There was no reply. The muscles of the old man's face were unloosed. His jaw fell. After a moment he moved away a few paces and leaned against a tree.

“You are speaking about the death of my wife?” he gasped.

“Yes.”

“She…” A fit of coughing shook Duchlan's body. He turned and grasped one of the branches of the tree against which he was leaning. Dr. Hailey came to his side.

“I am aware of the circumstances of your wife's death,” he said. “And of the events which preceded it, the wounding of your sister.”

“Mary was guiltless.”

“No doubt. But her accusations…”

Duchlan made a peremptory gesture.

“Her accusations were just,” he declared in tones that vibrated with pain.

“At least you chose so to regard them.
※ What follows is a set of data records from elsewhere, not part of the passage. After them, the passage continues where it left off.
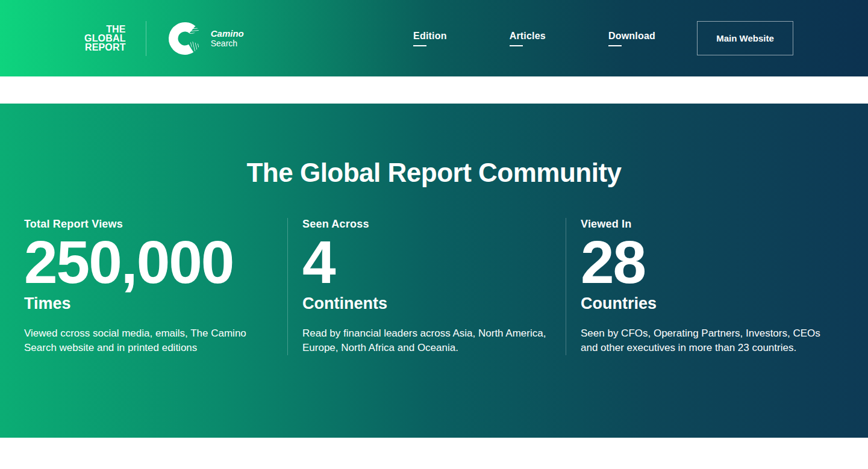 This screenshot has width=868, height=469. I want to click on camino-logo: Camino Search, so click(205, 39).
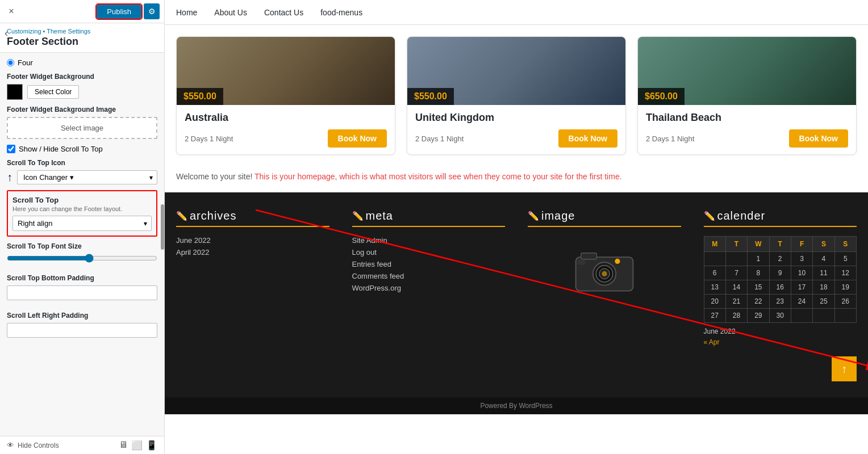  I want to click on image-edit-icon: ✏️, so click(533, 216).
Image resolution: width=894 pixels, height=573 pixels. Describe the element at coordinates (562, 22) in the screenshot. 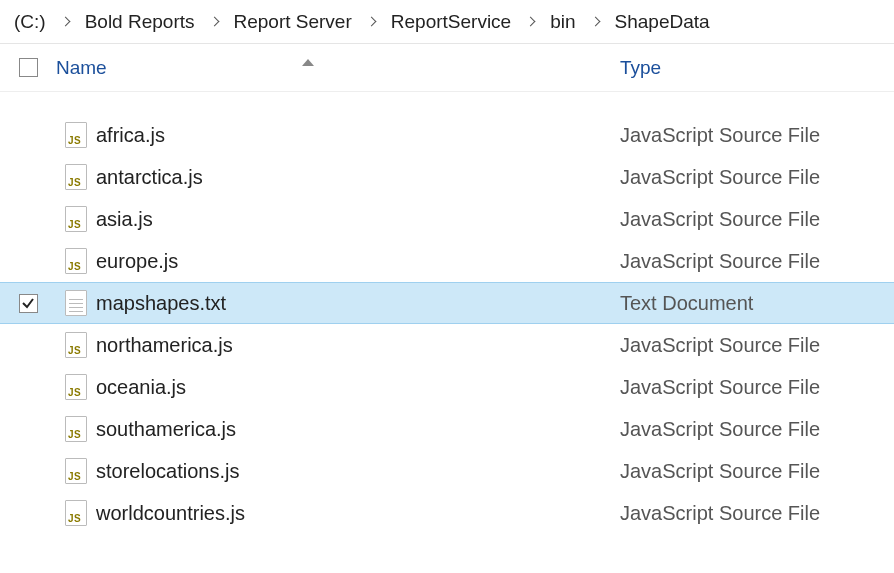

I see `breadcrumb-level-4: bin` at that location.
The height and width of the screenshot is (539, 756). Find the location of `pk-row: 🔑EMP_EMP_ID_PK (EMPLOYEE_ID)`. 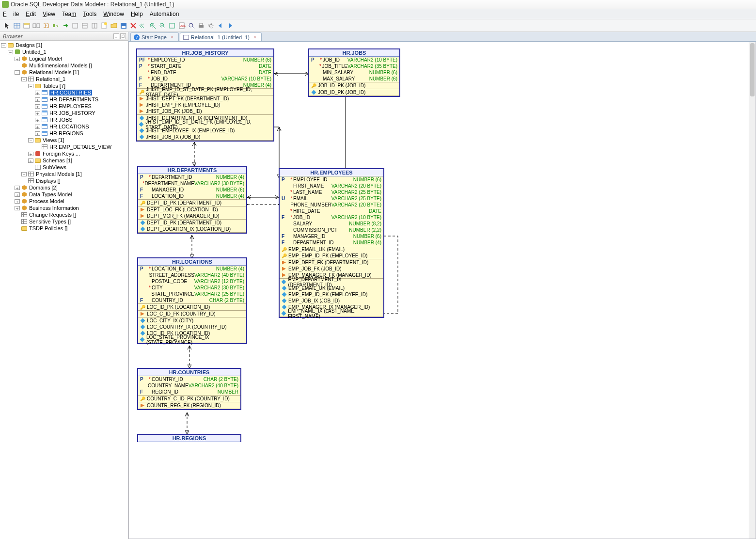

pk-row: 🔑EMP_EMP_ID_PK (EMPLOYEE_ID) is located at coordinates (331, 256).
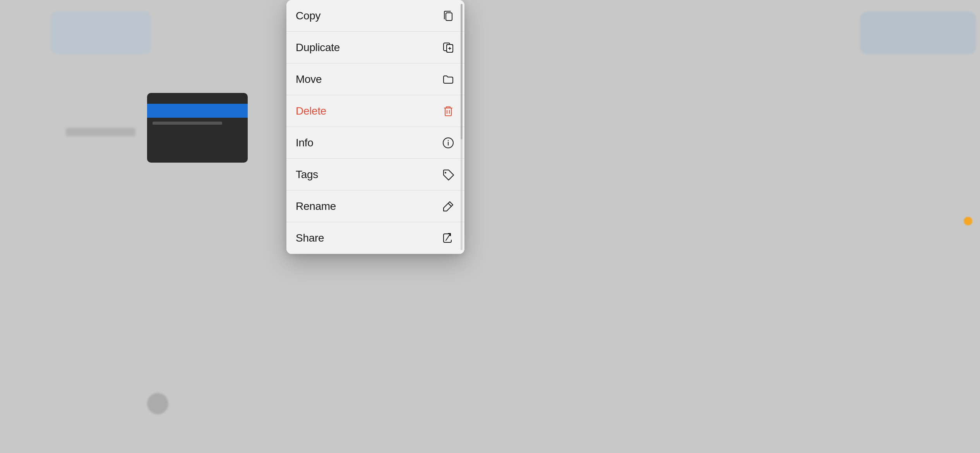 The image size is (980, 453). Describe the element at coordinates (308, 16) in the screenshot. I see `copy-label: Copy` at that location.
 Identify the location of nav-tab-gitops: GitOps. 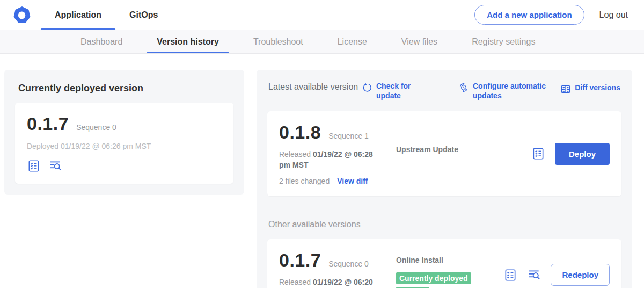
(144, 15).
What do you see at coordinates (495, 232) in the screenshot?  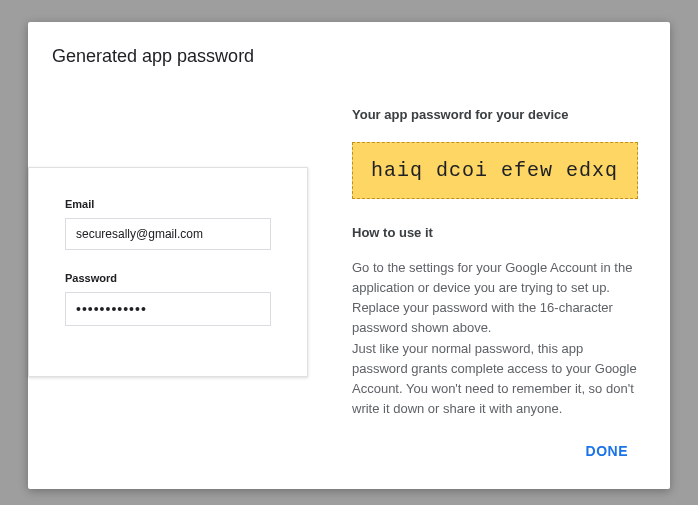 I see `howto-heading: How to use it` at bounding box center [495, 232].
It comes to the same thing. What is certain is that Miss Gregor employed against your wife the methods she employed recently against your daughter-in-law, namely, a perpetual and persistent interference, a merciless criticism, and a diligent misrepresentation. These methods expressed, I believe, her jealous hatred of a rival whose presence in the castle threatened her position. She drove your wife to violence; you, doubtless, completed the work of destruction by exhibiting the callous spirit which made it possible for you the other day to suggest suicide to your daughter-in-law.”

Dr. Hailey's voice thrilled with an anger which was not cooled by the spectacle of the old man's distress.